Toby Green tweets: (HT Jay Bhattacharya)
189,000 cases/day.
So not 2 million cases a day in the UK by New Year, then, as SAGE predicted on Dec 18 without further curbs: https://theguardian.com/world/2021/dec/18/uk-scientists-curbs-covid-infections-omicron-deaths-restrictions-sage….
Serious question: why is anyone still even listening to their models?
Omicron, with its transformative consequences on this pandemic, has only heightened the stakes. We know how fast it spreads, the numbers speak for themselves, but we also know that the severity of the symptoms appear to be significantly milder. Consequently, the much lower demand on global healthcare systems may be a pathway for the virus to become endemic. The specifics are yet to be determined, but what is clear as day is that the way we are currently dealing with the virus is having devastating consequences, self-isolation rules being among the most egregious examples of this.
If all we cared about was slowing the spread of the virus, we would lock people up for a month. This would certainly reduce case numbers, but obviously also cause far more damage than it prevents.
Over the pandemic, we’ve moved from fourteen days of isolation to seven. What will be the next step? The Centre for Disease Control in the US have boldly settled on five days, with precautions required, to alleviate pressure on the economy and society.
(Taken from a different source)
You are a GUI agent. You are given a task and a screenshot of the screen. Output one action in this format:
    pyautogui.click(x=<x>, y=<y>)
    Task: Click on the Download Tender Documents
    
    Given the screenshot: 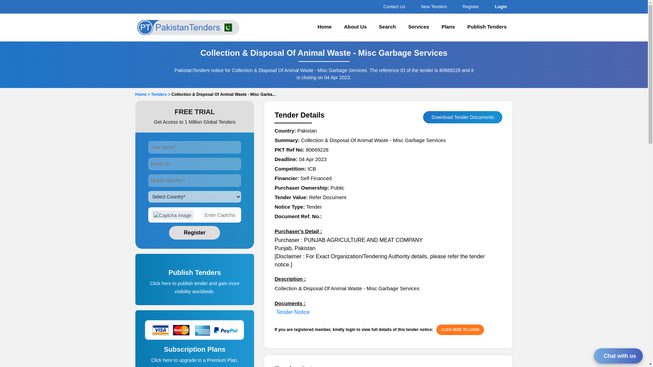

To me, that seems like a conversation we need to have now. At some stage, the number must reach zero.
As things stand, the most immediate threat to the NHS is not the number of Covid patients, it’s the number of health staff being forced to isolate. Reducing the self-isolation period would free up thousands of people to carry out their life-saving work. Removing two days would mean countless hours back into the system. Would that allow the virus to spread more? Perhaps, but we must find a balance. How many lives would be saved or prolonged by those extra staff being available to the NHS?
Across our Rutherford private healthcare network, we’ve had oncologists, radiographers, technicians and even me sitting at home unable to work, despite feeling perfectly healthy. With the cancer backlog as devastating as it is, can we honestly say that’s the best use of time? And it’s not just healthcare. Just look at HGV drivers, teachers, refuse collectors, pilots, engineers and the police, to name a few. The damage of significantly reducing these services is immeasurable.
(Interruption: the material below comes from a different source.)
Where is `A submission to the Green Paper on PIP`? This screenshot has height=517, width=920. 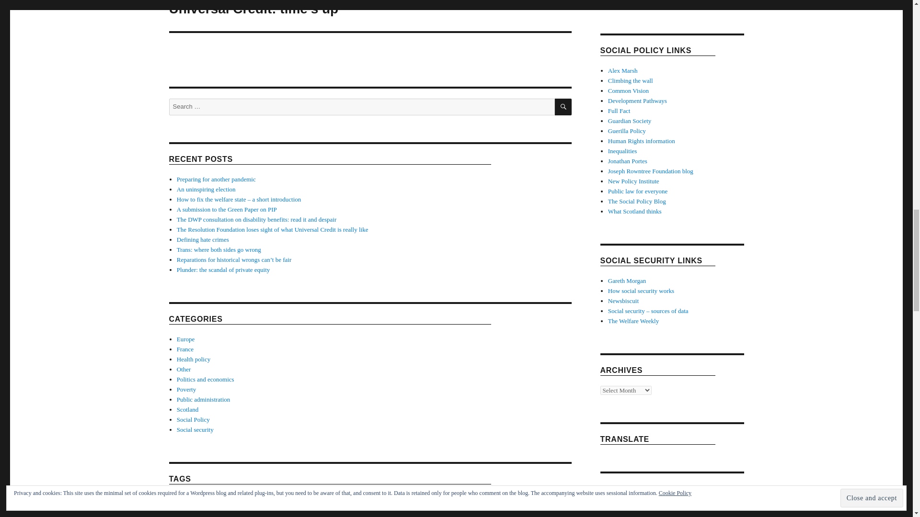
A submission to the Green Paper on PIP is located at coordinates (226, 209).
Glenn Reynolds insists that “we must make public-health authorities accountable for their lies.”





Quotation of the Day…
… is from page 73 of the late UCLA economist Jack Hirshleifer’s April 1963 paper “Disaster and Recovery: An Historical Survey,” as this paper is reprinted in Hirshleifer’s 1987 collection, Economic Behavior in Adversity:
The endogenous causes of disaster or collapse are more subtle, in as much as no obvious destruction of resources may be visible. Those observed here were dissolution of or threats to the institution of property, and disruption of the mechanism of monetary exchange.
DBx: No surprise.
The calamities uncorked by threats to the institution of private property are obvious to any and all thinking persons. Equally obvious should be the dangers that inevitably follow from the “disruption the mechanism of monetary exchange” – disruption of the sort caused by inflation, by price controls, and by lockdowns.